Jack Mathis, an Illinois advertising executive and author who was the foremost authority on Republic Pictures, the Hollywood studio best known for its B westerns and cliffhanger serials, has died. He was 73.
Mathis died Oct. 13 of natural causes at his home in South Barrington, Ill., said his family.
Jack Mathis Advertising, which Mathis founded in Chicago in 1956, specialized in industrial advertising. The agency later designed the logo for the Chicago Bulls, for whom Mathis spent two seasons assisting Coach John "Red" Kerr in the late 1960s.
Mathis had played basketball as an advertising major at Florida State University in the 1950s, and beginning in the 1957-58 season, he organized, played with and coached the Jamaco Saints in Chicago, one of the nation's leading amateur basketball teams. He also directed the 1959 Pan American Games, which were held in Chicago, and was named to the 1968 U.S. Olympic Basketball Committee.
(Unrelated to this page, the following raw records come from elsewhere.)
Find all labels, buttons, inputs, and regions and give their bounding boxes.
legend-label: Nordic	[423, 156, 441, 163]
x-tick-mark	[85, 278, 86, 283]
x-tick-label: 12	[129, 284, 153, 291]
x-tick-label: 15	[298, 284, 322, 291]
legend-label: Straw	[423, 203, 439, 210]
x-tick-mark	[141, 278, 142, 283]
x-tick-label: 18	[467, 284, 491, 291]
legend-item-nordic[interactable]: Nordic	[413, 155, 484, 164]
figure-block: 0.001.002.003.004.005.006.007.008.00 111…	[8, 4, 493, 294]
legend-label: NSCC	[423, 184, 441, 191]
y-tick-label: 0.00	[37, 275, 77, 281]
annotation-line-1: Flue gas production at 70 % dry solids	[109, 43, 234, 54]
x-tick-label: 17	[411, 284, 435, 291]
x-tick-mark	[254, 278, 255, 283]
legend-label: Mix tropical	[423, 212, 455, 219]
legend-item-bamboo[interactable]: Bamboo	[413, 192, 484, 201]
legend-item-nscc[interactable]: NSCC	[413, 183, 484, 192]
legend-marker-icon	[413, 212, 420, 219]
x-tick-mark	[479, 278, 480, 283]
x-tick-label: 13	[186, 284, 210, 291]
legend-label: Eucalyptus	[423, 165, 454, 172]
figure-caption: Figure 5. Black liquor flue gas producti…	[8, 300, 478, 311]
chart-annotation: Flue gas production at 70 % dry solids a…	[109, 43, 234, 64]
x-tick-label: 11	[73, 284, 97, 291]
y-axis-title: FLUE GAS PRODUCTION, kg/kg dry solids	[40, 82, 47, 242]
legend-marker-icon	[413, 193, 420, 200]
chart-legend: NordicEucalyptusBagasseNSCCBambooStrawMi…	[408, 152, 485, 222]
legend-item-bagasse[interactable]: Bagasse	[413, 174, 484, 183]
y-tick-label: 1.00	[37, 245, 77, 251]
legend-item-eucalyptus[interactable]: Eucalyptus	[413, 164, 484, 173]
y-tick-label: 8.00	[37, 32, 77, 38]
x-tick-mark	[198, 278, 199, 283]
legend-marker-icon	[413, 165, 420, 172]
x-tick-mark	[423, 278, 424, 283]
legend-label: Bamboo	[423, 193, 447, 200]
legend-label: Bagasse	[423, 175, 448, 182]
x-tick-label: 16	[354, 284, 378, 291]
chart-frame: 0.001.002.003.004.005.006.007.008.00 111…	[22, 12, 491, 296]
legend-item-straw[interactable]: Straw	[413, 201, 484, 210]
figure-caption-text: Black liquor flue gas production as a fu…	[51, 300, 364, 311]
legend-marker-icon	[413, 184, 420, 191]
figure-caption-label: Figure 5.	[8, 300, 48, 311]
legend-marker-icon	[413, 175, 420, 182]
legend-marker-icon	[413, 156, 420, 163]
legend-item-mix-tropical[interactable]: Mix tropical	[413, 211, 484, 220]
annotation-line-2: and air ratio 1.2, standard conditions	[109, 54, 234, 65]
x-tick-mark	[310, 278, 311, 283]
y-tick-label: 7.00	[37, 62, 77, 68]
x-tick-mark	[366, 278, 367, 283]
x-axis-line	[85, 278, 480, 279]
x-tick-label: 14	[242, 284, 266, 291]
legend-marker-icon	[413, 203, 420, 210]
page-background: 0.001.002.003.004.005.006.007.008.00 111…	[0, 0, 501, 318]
By then, he was pursuing his other passion: the Republic serials and westerns he had watched at a local movie house every Saturday afternoon as a boy growing up in La Porte, Ind., in the 1930s and '40s.
Reacquainted with the studio's old cliffhangers via 16-millimeter prints for home viewing, Mathis originally planned to write and publish brochures about the Republic serials, owned by National Telefilm Associates.
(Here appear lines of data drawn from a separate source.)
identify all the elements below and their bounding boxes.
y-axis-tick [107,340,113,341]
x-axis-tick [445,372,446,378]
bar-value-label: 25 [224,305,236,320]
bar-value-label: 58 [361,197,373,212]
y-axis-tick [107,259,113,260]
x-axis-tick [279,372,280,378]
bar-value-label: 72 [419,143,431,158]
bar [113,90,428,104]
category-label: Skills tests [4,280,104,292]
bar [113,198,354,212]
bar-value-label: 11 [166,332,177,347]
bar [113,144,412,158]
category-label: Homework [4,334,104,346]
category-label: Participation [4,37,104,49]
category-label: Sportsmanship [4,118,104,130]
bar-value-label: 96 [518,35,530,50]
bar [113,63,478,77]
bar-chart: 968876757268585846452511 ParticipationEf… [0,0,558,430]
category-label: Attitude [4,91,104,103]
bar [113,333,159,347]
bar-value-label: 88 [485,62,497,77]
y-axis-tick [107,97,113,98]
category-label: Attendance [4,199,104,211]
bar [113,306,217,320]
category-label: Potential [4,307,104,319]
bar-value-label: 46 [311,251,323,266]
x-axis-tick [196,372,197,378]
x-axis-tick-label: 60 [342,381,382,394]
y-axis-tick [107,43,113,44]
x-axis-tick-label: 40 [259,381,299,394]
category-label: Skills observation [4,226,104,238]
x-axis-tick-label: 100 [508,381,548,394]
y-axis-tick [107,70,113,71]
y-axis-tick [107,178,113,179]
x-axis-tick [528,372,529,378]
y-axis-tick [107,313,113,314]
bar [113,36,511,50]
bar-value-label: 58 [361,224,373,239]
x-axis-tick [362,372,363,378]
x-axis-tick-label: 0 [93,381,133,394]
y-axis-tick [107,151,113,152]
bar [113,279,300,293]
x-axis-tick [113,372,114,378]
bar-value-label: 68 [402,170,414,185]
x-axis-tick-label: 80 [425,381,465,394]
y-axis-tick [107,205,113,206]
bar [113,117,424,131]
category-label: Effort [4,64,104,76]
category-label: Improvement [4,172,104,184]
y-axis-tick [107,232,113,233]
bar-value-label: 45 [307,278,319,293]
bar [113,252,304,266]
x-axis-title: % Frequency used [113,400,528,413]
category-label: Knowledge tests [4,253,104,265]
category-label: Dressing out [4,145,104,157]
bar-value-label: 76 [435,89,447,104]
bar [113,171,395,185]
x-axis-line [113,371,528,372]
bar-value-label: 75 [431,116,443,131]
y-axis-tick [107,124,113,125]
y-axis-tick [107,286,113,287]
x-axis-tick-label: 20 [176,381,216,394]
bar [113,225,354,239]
But after gaining access to the Republic film library and studio files and interviewing actors, directors and others connected with the defunct studio, he found the brochure had grown into a 456-page book that weighed nearly 10 pounds.
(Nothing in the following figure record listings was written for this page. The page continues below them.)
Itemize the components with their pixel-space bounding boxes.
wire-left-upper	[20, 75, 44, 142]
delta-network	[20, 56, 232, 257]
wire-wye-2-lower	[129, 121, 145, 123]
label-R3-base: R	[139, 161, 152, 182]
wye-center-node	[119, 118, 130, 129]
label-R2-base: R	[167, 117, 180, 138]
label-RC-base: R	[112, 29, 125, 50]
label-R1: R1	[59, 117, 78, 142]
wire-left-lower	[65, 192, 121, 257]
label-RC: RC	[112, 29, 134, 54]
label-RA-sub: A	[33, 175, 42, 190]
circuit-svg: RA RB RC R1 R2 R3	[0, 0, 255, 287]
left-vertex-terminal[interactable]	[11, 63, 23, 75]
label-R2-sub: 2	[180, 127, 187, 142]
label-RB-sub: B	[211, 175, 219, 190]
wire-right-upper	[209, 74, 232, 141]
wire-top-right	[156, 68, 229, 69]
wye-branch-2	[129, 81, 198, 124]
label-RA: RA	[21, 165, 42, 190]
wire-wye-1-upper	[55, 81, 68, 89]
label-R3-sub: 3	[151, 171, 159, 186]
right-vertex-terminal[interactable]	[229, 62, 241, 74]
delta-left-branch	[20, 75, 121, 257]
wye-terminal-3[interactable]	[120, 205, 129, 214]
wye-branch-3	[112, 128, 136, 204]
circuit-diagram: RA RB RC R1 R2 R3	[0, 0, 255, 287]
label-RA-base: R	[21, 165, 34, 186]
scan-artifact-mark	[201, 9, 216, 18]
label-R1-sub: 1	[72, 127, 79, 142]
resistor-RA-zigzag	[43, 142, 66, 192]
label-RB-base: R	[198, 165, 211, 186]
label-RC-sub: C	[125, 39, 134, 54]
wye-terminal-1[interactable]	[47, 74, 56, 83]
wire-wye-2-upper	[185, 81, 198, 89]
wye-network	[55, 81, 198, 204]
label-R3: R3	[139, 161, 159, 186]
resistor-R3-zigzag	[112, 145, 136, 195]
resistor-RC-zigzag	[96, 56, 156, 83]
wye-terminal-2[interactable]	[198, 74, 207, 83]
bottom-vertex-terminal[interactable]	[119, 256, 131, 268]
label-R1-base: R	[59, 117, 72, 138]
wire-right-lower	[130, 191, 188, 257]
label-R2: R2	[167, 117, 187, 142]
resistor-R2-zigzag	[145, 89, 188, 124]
"Valley of the Cliffhangers," a complete history of Republic's 66 serials, came out in 1975.
As with all of Mathis' Republic Pictures-related books that followed, he published "Valley of the Cliffhangers" himself. But this was no ordinary self-published effort. It was a leather-bound, oversized, artfully designed, lavishly illustrated anthology on high-gloss paper.
"Everybody couldn't wait to get a copy," said Boyd Magers, editor and publisher of Western Clippings, a western film publication. "It was just the ultimate treatise on Republic serials; nothing could ever top it."
Magers recalled being amazed at the then-hefty $66 price for "Valley of the Cliffhangers." In recent years, he has seen ads for copies of the out-of-print book selling for $1,500. One copy sold at auction for $3,500.